Intra- or intermolecular interactions using the modular mini-Ty1 transposition system? (A) Structure of the modular double mini-Ty1-HIS3 TRP1 donor plasmid. As described in Figure 1 ▶, the inducible GAL1 promoter (striped box), the pBR322 sequences (black lines), and yeast sequences (boxes) are indicated. The HIS3 and TRP1 marker genes have the opposite transcriptional orientation as their mini-Ty1 element. The helper plasmid shown in Figure 1A ▶ was also present in cells to supply Ty1 proteins in trans. (B) Analysis of intermolecular interactions using a HIS3-marked, Ty1 readout (black wavy lines) in combination with various Ty1-TRP1 elements (gray wavy lines) expressed from the same plasmid. See text for details. (C) Transposition of full-length wild-type (combination A) or double-base mutant (combinations C and H) mini-Ty1-HIS3 elements (lower black wavy lines) in combination with wild-type (combinations A and C) or double-base mutant (combination H) mini-Ty1-TRP1 elements (upper gray wavy lines). Transposition was assayed under repressing (glucose medium) and inducing (galactose medium) conditions.
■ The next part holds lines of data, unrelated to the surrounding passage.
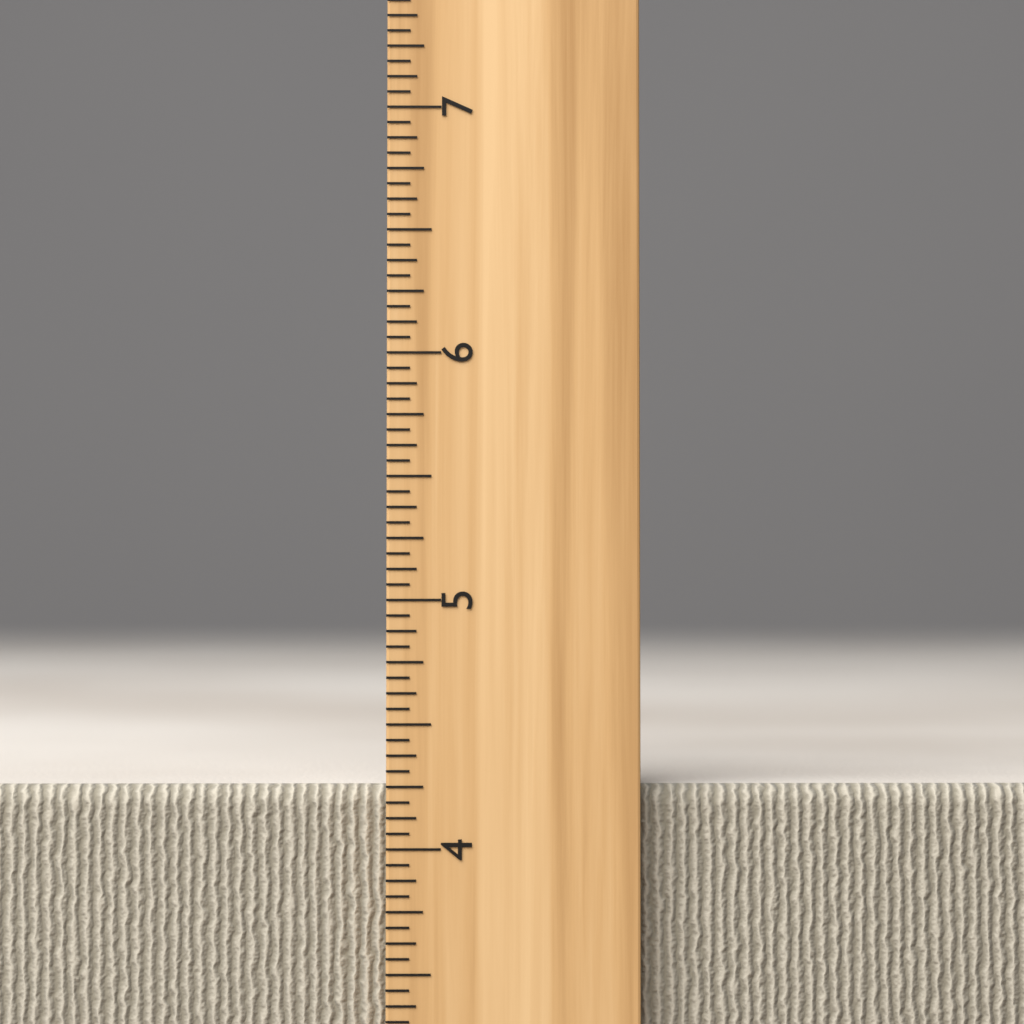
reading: 4.2500 inch
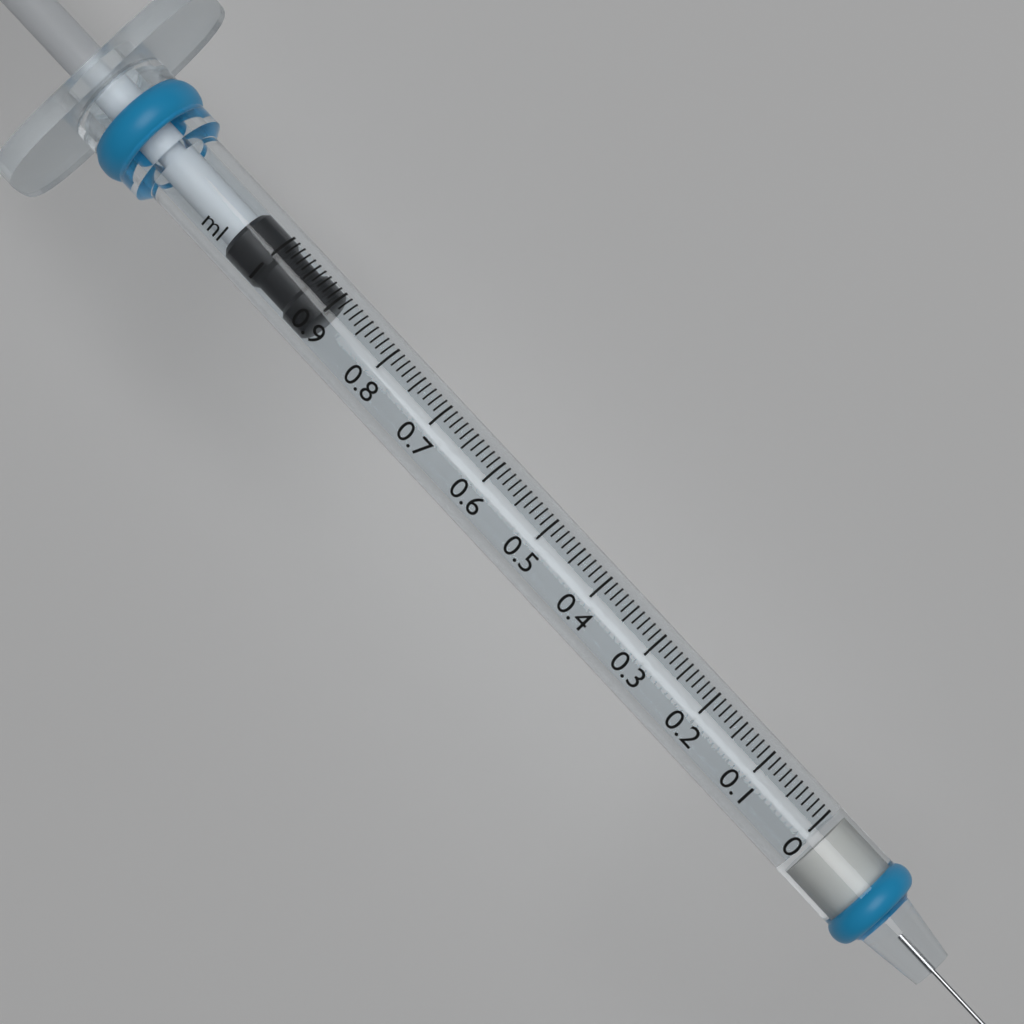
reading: 0.90 ml
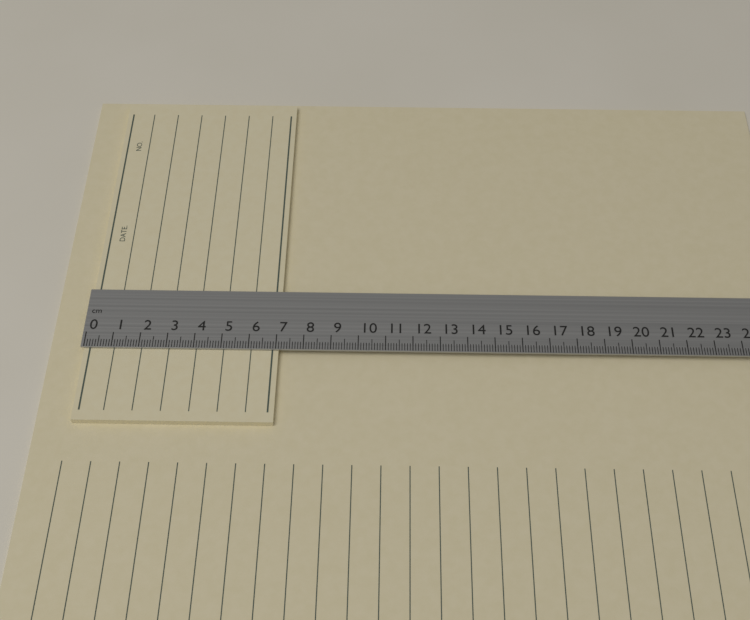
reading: 7.1 cm
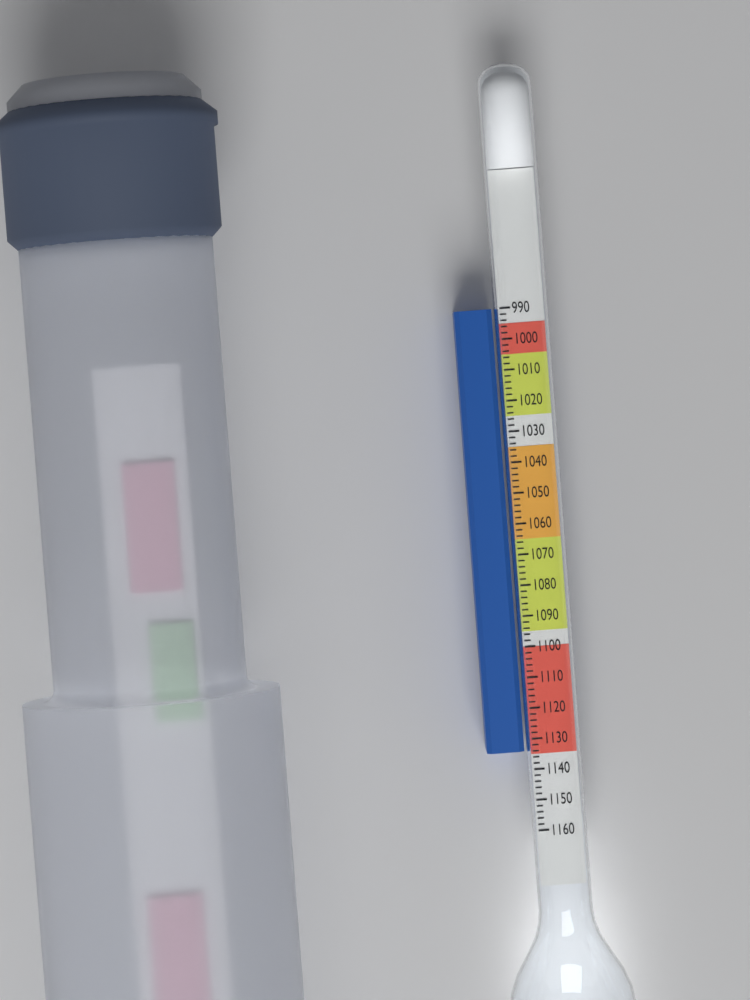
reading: 1134 (no unit)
Transposition frequencies of mini-Ty1-HIS3 elements from separately performed quantitative transposition assays are indicated as the percent of wild-type/wild-type (combination A).
FIGURE 9.
FIGURE 9.
Proposed secondary structure model for the Ty1 RNA. The model was constructed using the mfold program, version 3.1 (http://www.bioinfo.rpi.edu/applications/mfold/old/rna) (Mathews et al. 1999; Zuker 2003) and represents the most stable secondary structure returned for the 1–440 Ty1 RNA and the 1–75 cellular tRNAiMetG = −139.7 kcal/mol) that also agrees with the mutagenesis analysis (see the Results). The cellular tRNAi Met (gray lines) was folded with the Ty1 RNA (black lines) and is shown interacting with the PBS (nucleotides 95–104), box 0 (nucleotides 110–116), box 1 (nucleotides 144–149), and box 2.1 (nucleotides 162–168). The short black lines represent Watson-Crick base pairs, and the filled black circles represent G:U base pairs. The proposed intramolecular interaction between 5′-GAGGAGA (nucleotides 1–7) and UCUCCUC (nucleotides 264–270) sequences and the positions of single nucleotide changes in the 1–440 Ty1 RNA and their effect on transposition are indicated. Filled orange circles depict mutated bases that decreased transposition, while mutations that did not affect transposition are in blue. The black-filled blue circles represent mutated bases in which an A:U base pair was replaced with a G:U base pair.